Justifying your Existence

The earliest reference I could find, quoted above, makes a throwaway reference to a critical point:

The assumption was that subconsciously they felt that if they didn’t, they weren’t adding value.

When your role is to review, or oversee, it’s really easy to feel useful when there are things that need fixing, or questions that need answering. Your time is needed, your input is valued; you can see how you’re pulling your weight on the project. But what happens when there’s nothing that needs fixing?

In a support role - like a Manager, or the Producer in the anecdote - every now and then you will “oversee” a project that frankly didn’t need your help. There were no real blockers, no unexpected surprises, no conflicts that needed resolving. In those moments, it’s extremely easy to feel like you’re a waste of space, and it’s a perfectly human response to try and find something, anything you can do that helps you justify your existence.

What follows is an overwhelming urge to be useful in some way, to find anything that proves to yourself that you aren’t completely redundant. This can manifest itself in things like excessive attention to trivial detail, asking really obvious questions that didn’t need asking, or constructing implausible failure scenarios and proposing a fix that would Save the Project.

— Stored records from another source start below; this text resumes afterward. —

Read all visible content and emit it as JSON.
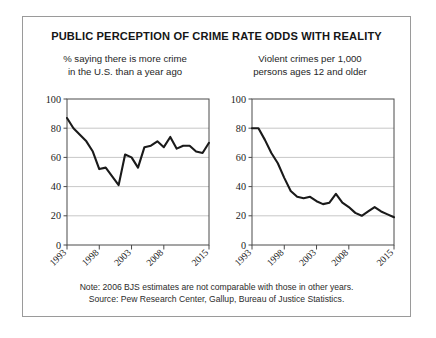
{
  "figure": {
    "title": "PUBLIC PERCEPTION OF CRIME RATE ODDS WITH REALITY",
    "footnote_line1": "Note: 2006 BJS estimates are not comparable with those in other years.",
    "footnote_line2": "Source: Pew Research Center, Gallup, Bureau of Justice Statistics.",
    "border_color": "#9a9a9a",
    "line_color": "#1a1a1a",
    "grid_color": "#b9b9b9"
  },
  "chart_data": [
    {
      "type": "line",
      "title": "% saying there is more crime in the U.S. than a year ago",
      "subtitle_line1": "% saying there is more crime",
      "subtitle_line2": "in the U.S. than a year ago",
      "xlabel": "",
      "ylabel": "",
      "ylim": [
        0,
        100
      ],
      "xlim": [
        1993,
        2015
      ],
      "yticks": [
        0,
        20,
        40,
        60,
        80,
        100
      ],
      "xticks": [
        1993,
        1998,
        2003,
        2008,
        2015
      ],
      "xtick_labels": [
        "1993",
        "1998",
        "2003",
        "2008",
        "2015"
      ],
      "grid": true,
      "legend": "none",
      "x": [
        1993,
        1994,
        1996,
        1997,
        1998,
        1999,
        2000,
        2001,
        2002,
        2003,
        2004,
        2005,
        2006,
        2007,
        2008,
        2009,
        2010,
        2011,
        2012,
        2013,
        2014,
        2015
      ],
      "values": [
        87,
        80,
        71,
        64,
        52,
        53,
        47,
        41,
        62,
        60,
        53,
        67,
        68,
        71,
        67,
        74,
        66,
        68,
        68,
        64,
        63,
        70
      ]
    },
    {
      "type": "line",
      "title": "Violent crimes per 1,000 persons ages 12 and older",
      "subtitle_line1": "Violent crimes per 1,000",
      "subtitle_line2": "persons ages 12 and older",
      "xlabel": "",
      "ylabel": "",
      "ylim": [
        0,
        100
      ],
      "xlim": [
        1993,
        2015
      ],
      "yticks": [
        0,
        20,
        40,
        60,
        80,
        100
      ],
      "xticks": [
        1993,
        1998,
        2003,
        2008,
        2015
      ],
      "xtick_labels": [
        "1993",
        "1998",
        "2003",
        "2008",
        "2015"
      ],
      "grid": true,
      "legend": "none",
      "x": [
        1993,
        1994,
        1995,
        1996,
        1997,
        1998,
        1999,
        2000,
        2001,
        2002,
        2003,
        2004,
        2005,
        2006,
        2007,
        2008,
        2009,
        2010,
        2011,
        2012,
        2013,
        2014,
        2015
      ],
      "values": [
        80,
        80,
        72,
        63,
        56,
        46,
        37,
        33,
        32,
        33,
        30,
        28,
        29,
        35,
        29,
        26,
        22,
        20,
        23,
        26,
        23,
        21,
        19
      ]
    }
  ]
}
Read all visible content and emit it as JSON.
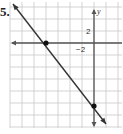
{
  "problem": {
    "number_label": "5."
  },
  "chart_data": {
    "type": "line",
    "title": "",
    "xlabel": "",
    "ylabel": "y",
    "grid": true,
    "grid_step": 2,
    "xlim": [
      -14,
      4
    ],
    "ylim": [
      -14,
      6
    ],
    "tick_labels": [
      {
        "axis": "x",
        "value": -2,
        "text": "−2"
      },
      {
        "axis": "y",
        "value": 2,
        "text": "2"
      }
    ],
    "series": [
      {
        "name": "line",
        "x": [
          -13.5,
          2
        ],
        "y": [
          6.5,
          -13.5
        ]
      }
    ],
    "points": [
      {
        "name": "x-intercept",
        "x": -8,
        "y": 0
      },
      {
        "name": "y-intercept",
        "x": 0,
        "y": -10.5
      }
    ],
    "colors": {
      "grid": "#c8c8c8",
      "axis": "#555555",
      "line": "#333333",
      "point": "#111111"
    }
  }
}
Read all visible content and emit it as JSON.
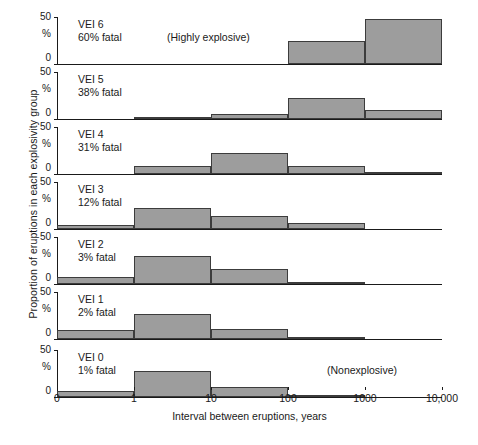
{
  "chart_data": {
    "type": "bar",
    "title": "",
    "subtitle": "",
    "xlabel": "Interval between eruptions, years",
    "ylabel": "Proportion of eruptions in each explosivity group",
    "grid": false,
    "legend": null,
    "ylim": [
      0,
      50
    ],
    "ytick_labels": [
      "50",
      "%",
      "0"
    ],
    "yunit": "%",
    "xtick_labels": [
      "0",
      "1",
      "10",
      "100",
      "1000",
      "10,000"
    ],
    "bins": [
      "0-1",
      "1-10",
      "10-100",
      "100-1000",
      "1000-10,000"
    ],
    "annotations": [
      {
        "panel": "VEI 6",
        "text": "(Highly explosive)"
      },
      {
        "panel": "VEI 0",
        "text": "(Nonexplosive)"
      }
    ],
    "panels": [
      {
        "name": "VEI 6",
        "fatal": "60% fatal",
        "note": "(Highly explosive)",
        "values": [
          0,
          0,
          0,
          25,
          48
        ]
      },
      {
        "name": "VEI 5",
        "fatal": "38% fatal",
        "note": "",
        "values": [
          0,
          2,
          5,
          22,
          10
        ]
      },
      {
        "name": "VEI 4",
        "fatal": "31% fatal",
        "note": "",
        "values": [
          0,
          8,
          22,
          8,
          1
        ]
      },
      {
        "name": "VEI 3",
        "fatal": "12% fatal",
        "note": "",
        "values": [
          4,
          22,
          14,
          6,
          0
        ]
      },
      {
        "name": "VEI 2",
        "fatal": "3% fatal",
        "note": "",
        "values": [
          7,
          30,
          16,
          2,
          0
        ]
      },
      {
        "name": "VEI 1",
        "fatal": "2% fatal",
        "note": "",
        "values": [
          10,
          27,
          11,
          1,
          0
        ]
      },
      {
        "name": "VEI 0",
        "fatal": "1% fatal",
        "note": "(Nonexplosive)",
        "values": [
          6,
          28,
          11,
          1,
          0
        ]
      }
    ],
    "colors": {
      "bar_fill": "#9d9d9d",
      "bar_stroke": "#3c3c3c",
      "axis": "#1a1a1a",
      "background": "#ffffff"
    }
  }
}
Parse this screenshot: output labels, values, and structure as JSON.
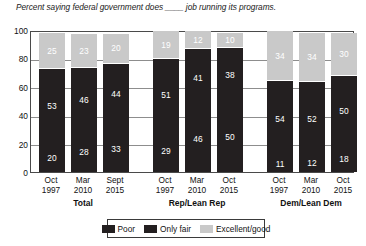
{
  "chart_data": {
    "type": "bar",
    "subtype": "stacked-100",
    "title": "Percent saying federal government does ____ job running its programs.",
    "xlabel": "",
    "ylabel": "",
    "ylim": [
      0,
      100
    ],
    "yticks": [
      0,
      20,
      40,
      60,
      80,
      100
    ],
    "grid": true,
    "legend_position": "bottom",
    "categories": [
      "Oct 1997",
      "Mar 2010",
      "Sept 2015",
      "Oct 1997",
      "Mar 2010",
      "Oct 2015",
      "Oct 1997",
      "Mar 2010",
      "Oct 2015"
    ],
    "series": [
      {
        "name": "Poor",
        "color": "#231f20",
        "values": [
          20,
          28,
          33,
          29,
          46,
          50,
          11,
          12,
          18
        ]
      },
      {
        "name": "Only fair",
        "color": "#231f20",
        "values": [
          53,
          46,
          44,
          51,
          41,
          38,
          54,
          52,
          50
        ]
      },
      {
        "name": "Excellent/good",
        "color": "#c9c9c9",
        "values": [
          25,
          23,
          20,
          19,
          12,
          10,
          34,
          34,
          30
        ]
      }
    ],
    "groups": [
      {
        "label": "Total",
        "bars": [
          {
            "line1": "Oct",
            "line2": "1997",
            "poor": 20,
            "only_fair": 53,
            "excellent_good": 25
          },
          {
            "line1": "Mar",
            "line2": "2010",
            "poor": 28,
            "only_fair": 46,
            "excellent_good": 23
          },
          {
            "line1": "Sept",
            "line2": "2015",
            "poor": 33,
            "only_fair": 44,
            "excellent_good": 20
          }
        ]
      },
      {
        "label": "Rep/Lean Rep",
        "bars": [
          {
            "line1": "Oct",
            "line2": "1997",
            "poor": 29,
            "only_fair": 51,
            "excellent_good": 19
          },
          {
            "line1": "Mar",
            "line2": "2010",
            "poor": 46,
            "only_fair": 41,
            "excellent_good": 12
          },
          {
            "line1": "Oct",
            "line2": "2015",
            "poor": 50,
            "only_fair": 38,
            "excellent_good": 10
          }
        ]
      },
      {
        "label": "Dem/Lean Dem",
        "bars": [
          {
            "line1": "Oct",
            "line2": "1997",
            "poor": 11,
            "only_fair": 54,
            "excellent_good": 34
          },
          {
            "line1": "Mar",
            "line2": "2010",
            "poor": 12,
            "only_fair": 52,
            "excellent_good": 34
          },
          {
            "line1": "Oct",
            "line2": "2015",
            "poor": 18,
            "only_fair": 50,
            "excellent_good": 30
          }
        ]
      }
    ],
    "legend": [
      {
        "label": "Poor",
        "color": "#231f20"
      },
      {
        "label": "Only fair",
        "color": "#231f20"
      },
      {
        "label": "Excellent/good",
        "color": "#c9c9c9"
      }
    ]
  },
  "axis": {
    "y_labels": [
      "100",
      "80",
      "60",
      "40",
      "20",
      "0"
    ]
  }
}
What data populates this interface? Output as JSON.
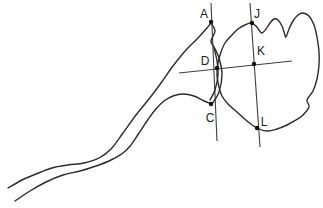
{
  "figure": {
    "canvas": {
      "width": 323,
      "height": 208,
      "background": "#ffffff"
    },
    "style": {
      "outline_color": "#2b2b2b",
      "outline_width": 1.4,
      "line_color": "#3d3d3d",
      "line_width": 1.1,
      "dot_color": "#111111",
      "dot_radius": 2.2,
      "label_color": "#1c1c1c",
      "label_font_size": 12
    },
    "points": [
      {
        "label": "A",
        "x": 211,
        "y": 22,
        "lx": 204,
        "ly": 18
      },
      {
        "label": "J",
        "x": 252,
        "y": 23,
        "lx": 257,
        "ly": 18
      },
      {
        "label": "D",
        "x": 217,
        "y": 68,
        "lx": 205,
        "ly": 65
      },
      {
        "label": "K",
        "x": 254,
        "y": 64,
        "lx": 261,
        "ly": 55
      },
      {
        "label": "C",
        "x": 211,
        "y": 104,
        "lx": 210,
        "ly": 122
      },
      {
        "label": "L",
        "x": 257,
        "y": 128,
        "lx": 264,
        "ly": 126
      }
    ],
    "lines": [
      {
        "name": "tangent-line-AC",
        "x1": 211,
        "y1": 3,
        "x2": 217,
        "y2": 141
      },
      {
        "name": "tangent-line-JL",
        "x1": 250,
        "y1": 3,
        "x2": 260,
        "y2": 147
      },
      {
        "name": "horizontal-line-DK",
        "x1": 179,
        "y1": 73,
        "x2": 292,
        "y2": 61
      }
    ],
    "shapes": [
      {
        "name": "condyle-ramus-outline",
        "closed": false,
        "points": [
          [
            8,
            188
          ],
          [
            22,
            180
          ],
          [
            36,
            174
          ],
          [
            52,
            168
          ],
          [
            68,
            165
          ],
          [
            84,
            163
          ],
          [
            99,
            158
          ],
          [
            111,
            149
          ],
          [
            123,
            133
          ],
          [
            136,
            115
          ],
          [
            149,
            99
          ],
          [
            161,
            83
          ],
          [
            173,
            66
          ],
          [
            186,
            50
          ],
          [
            198,
            38
          ],
          [
            207,
            28
          ],
          [
            211,
            23
          ],
          [
            211,
            23
          ],
          [
            215,
            31
          ],
          [
            211,
            41
          ],
          [
            214,
            47
          ],
          [
            219,
            58
          ],
          [
            222,
            74
          ],
          [
            219,
            92
          ],
          [
            212,
            104
          ],
          [
            212,
            104
          ],
          [
            204,
            101
          ],
          [
            194,
            96
          ],
          [
            183,
            94
          ],
          [
            173,
            96
          ],
          [
            164,
            101
          ],
          [
            155,
            110
          ],
          [
            147,
            121
          ],
          [
            139,
            133
          ],
          [
            131,
            145
          ],
          [
            123,
            153
          ],
          [
            111,
            160
          ],
          [
            96,
            166
          ],
          [
            80,
            171
          ],
          [
            63,
            175
          ],
          [
            46,
            182
          ],
          [
            30,
            191
          ],
          [
            15,
            201
          ]
        ]
      },
      {
        "name": "articular-surface-inner-line",
        "closed": false,
        "points": [
          [
            214,
            48
          ],
          [
            217,
            61
          ],
          [
            218,
            75
          ],
          [
            215,
            90
          ],
          [
            210,
            100
          ]
        ]
      },
      {
        "name": "fossa-bone-outline",
        "closed": true,
        "points": [
          [
            225,
            43
          ],
          [
            231,
            36
          ],
          [
            238,
            29
          ],
          [
            245,
            25
          ],
          [
            251,
            23
          ],
          [
            256,
            26
          ],
          [
            259,
            30
          ],
          [
            262,
            33
          ],
          [
            266,
            29
          ],
          [
            270,
            23
          ],
          [
            274,
            19
          ],
          [
            278,
            20
          ],
          [
            282,
            26
          ],
          [
            284,
            32
          ],
          [
            286,
            37
          ],
          [
            289,
            29
          ],
          [
            293,
            21
          ],
          [
            298,
            15
          ],
          [
            303,
            13
          ],
          [
            309,
            16
          ],
          [
            314,
            25
          ],
          [
            317,
            37
          ],
          [
            319,
            52
          ],
          [
            319,
            65
          ],
          [
            317,
            79
          ],
          [
            313,
            91
          ],
          [
            307,
            100
          ],
          [
            309,
            107
          ],
          [
            302,
            116
          ],
          [
            296,
            120
          ],
          [
            287,
            125
          ],
          [
            277,
            129
          ],
          [
            267,
            131
          ],
          [
            257,
            128
          ],
          [
            247,
            121
          ],
          [
            237,
            112
          ],
          [
            228,
            104
          ],
          [
            222,
            96
          ],
          [
            219,
            87
          ],
          [
            217,
            75
          ],
          [
            218,
            63
          ],
          [
            221,
            52
          ]
        ]
      }
    ]
  }
}
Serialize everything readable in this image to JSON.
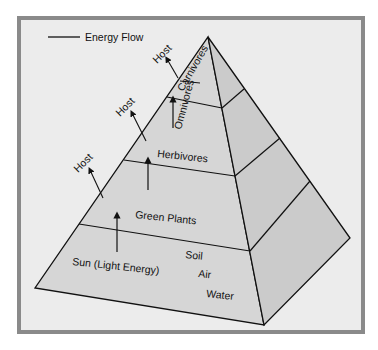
{
  "legend": {
    "label": "Energy Flow"
  },
  "levels": {
    "carnivores": "Carnivores",
    "omnivores": "Omnivores",
    "herbivores": "Herbivores",
    "green_plants": "Green Plants",
    "sun": "Sun (Light Energy)",
    "soil": "Soil",
    "air": "Air",
    "water": "Water"
  },
  "host_labels": [
    "Host",
    "Host",
    "Host"
  ],
  "colors": {
    "face": "#d6d6d6",
    "side": "#c9c9c9",
    "frame": "#8a8a8a",
    "background": "#ececec"
  }
}
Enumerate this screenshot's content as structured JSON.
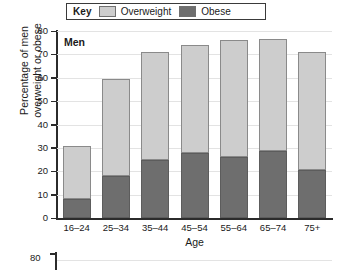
{
  "legend": {
    "key_label": "Key",
    "entries": [
      {
        "label": "Overweight",
        "color": "#cdcdcd",
        "name": "overweight"
      },
      {
        "label": "Obese",
        "color": "#6e6e6e",
        "name": "obese"
      }
    ]
  },
  "panel": {
    "label": "Men"
  },
  "next_chart": {
    "ytick_label": "80"
  },
  "chart_data": {
    "type": "bar",
    "subtype": "stacked-bar",
    "title": "",
    "panel_label": "Men",
    "xlabel": "Age",
    "ylabel": "Percentage of men overweight or obese",
    "ylabel_line1": "Percentage of men",
    "ylabel_line2": "overweight or obese",
    "categories": [
      "16–24",
      "25–34",
      "35–44",
      "45–54",
      "55–64",
      "65–74",
      "75+"
    ],
    "series": [
      {
        "name": "Obese",
        "color": "#6e6e6e",
        "values": [
          8,
          18,
          25,
          28,
          26,
          28.5,
          20.5
        ]
      },
      {
        "name": "Overweight",
        "color": "#cdcdcd",
        "values": [
          23,
          41.5,
          46,
          46,
          50,
          48,
          50.5
        ]
      }
    ],
    "totals": [
      31,
      59.5,
      71,
      74,
      76,
      76.5,
      71
    ],
    "ylim": [
      0,
      80
    ],
    "yticks": [
      0,
      10,
      20,
      30,
      40,
      50,
      60,
      70,
      80
    ],
    "ytick_labels": [
      "0",
      "10",
      "20",
      "30",
      "40",
      "50",
      "60",
      "70",
      "80"
    ],
    "grid": true,
    "grid_axis": "y",
    "legend_position": "top",
    "stack_order": [
      "Obese",
      "Overweight"
    ]
  }
}
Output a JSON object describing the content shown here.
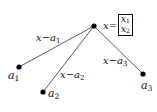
{
  "diagram": {
    "center": {
      "id": "x",
      "label": "x",
      "definition": "x=[x1; x2]",
      "components": [
        "x",
        "x"
      ],
      "subscripts": [
        "1",
        "2"
      ],
      "pos": [
        94,
        26
      ]
    },
    "nodes": [
      {
        "id": "a1",
        "base": "a",
        "sub": "1",
        "pos": [
          19,
          67
        ],
        "label_pos": [
          9,
          70
        ]
      },
      {
        "id": "a2",
        "base": "a",
        "sub": "2",
        "pos": [
          43,
          92
        ],
        "label_pos": [
          49,
          90
        ]
      },
      {
        "id": "a3",
        "base": "a",
        "sub": "3",
        "pos": [
          143,
          74
        ],
        "label_pos": [
          142,
          80
        ]
      }
    ],
    "edges": [
      {
        "from": "x",
        "to": "a1",
        "label_base": "x−a",
        "label_sub": "1",
        "label_pos": [
          36,
          33
        ]
      },
      {
        "from": "x",
        "to": "a2",
        "label_base": "x−a",
        "label_sub": "2",
        "label_pos": [
          60,
          70
        ]
      },
      {
        "from": "x",
        "to": "a3",
        "label_base": "x−a",
        "label_sub": "3",
        "label_pos": [
          103,
          56
        ]
      }
    ],
    "colors": {
      "line": "#333333",
      "dot": "#000000",
      "text": "#111111"
    }
  }
}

It takes a lot of self-belief to resist this. It takes experience and self-restraint to follow through on the knowledge that we have safety systems in case things go wrong, not because things go wrong. You may own a car for 10 years and never need its airbags; after selling it, you don’t think “Well, paying for those airbags was a waste!”.

Prevention

There are two sides to this one.

If you are the overseer, don’t fret it if a project is going smoothly without you. That’s good! What matters is the success of the project, not your specific involvement in making it successful. If your management doesn’t understand that, you’ve got an organisational culture problem, not a personal productivity problem.

  • Find something else useful you can be doing with your time, like planning for what’s next, or addressing a process improvement on a wider scale than your team. This is a perfect example of “Go-Slow Time” - take the time to learn and reflect, while you’re not needed by your team.
  • Keep an eye on the project; just because nothing needs your input now, doesn’t mean that something won’t come up. You should be in a position to act quickly if it does.
  • If nothing needs fixing, don’t create problems to fix! It’s perfectly possible that everything will be fine without you. It’s not a failure if you don’t spot something to improve.

If you are on the receiving end of this behaviour, first and foremost, be kind, and assume positive intent. It’s likely that they’re feeling useless and trying to help; give them a chance before labelling them an overbearing micromanager marking their territory.

As ingenious a solution the Queen’s Duck was, in the grand scheme of things is just created extra work and slowed the project down - animating the duck to make it easy to remove would have required time and effort on what was essentially just a smokescreen. Instead of creating distractions, you could try:

  • Managing up/making them feel valued: “Hey, I know you haven’t had a lot to do on this project but it’s reassuring knowing you’re there to help if anything goes wrong. With any luck we’ll be able to complete without needing you to step in!”
  • Don’t wait for them to find their own “problems”. Seek their input where it’s actually valuable.
  • If you have to smokescreen, do it early. The designer above could have achieved the same goal by consulting the producer before completing the designs and allowing them to rule out the Queen’s Duck before going through the effort of designing it.
  • You could combine the above: “Hey, I’ve completed the initial sketches for the animations. I’m happy with most of them but I’d appreciate your feedback on this Duck…”.

Sometimes, none of the above will work. Sometimes people need an intervention, and their behaviour pointed out to them (but try to remember that receiving critical feedback is hard). Sometimes it’s their manager that’s the problem. Sometimes, they are just vain and self-serving. But we could all do to remember that more often than not, what feels like meddling to you is just people trying to help, and feel valued.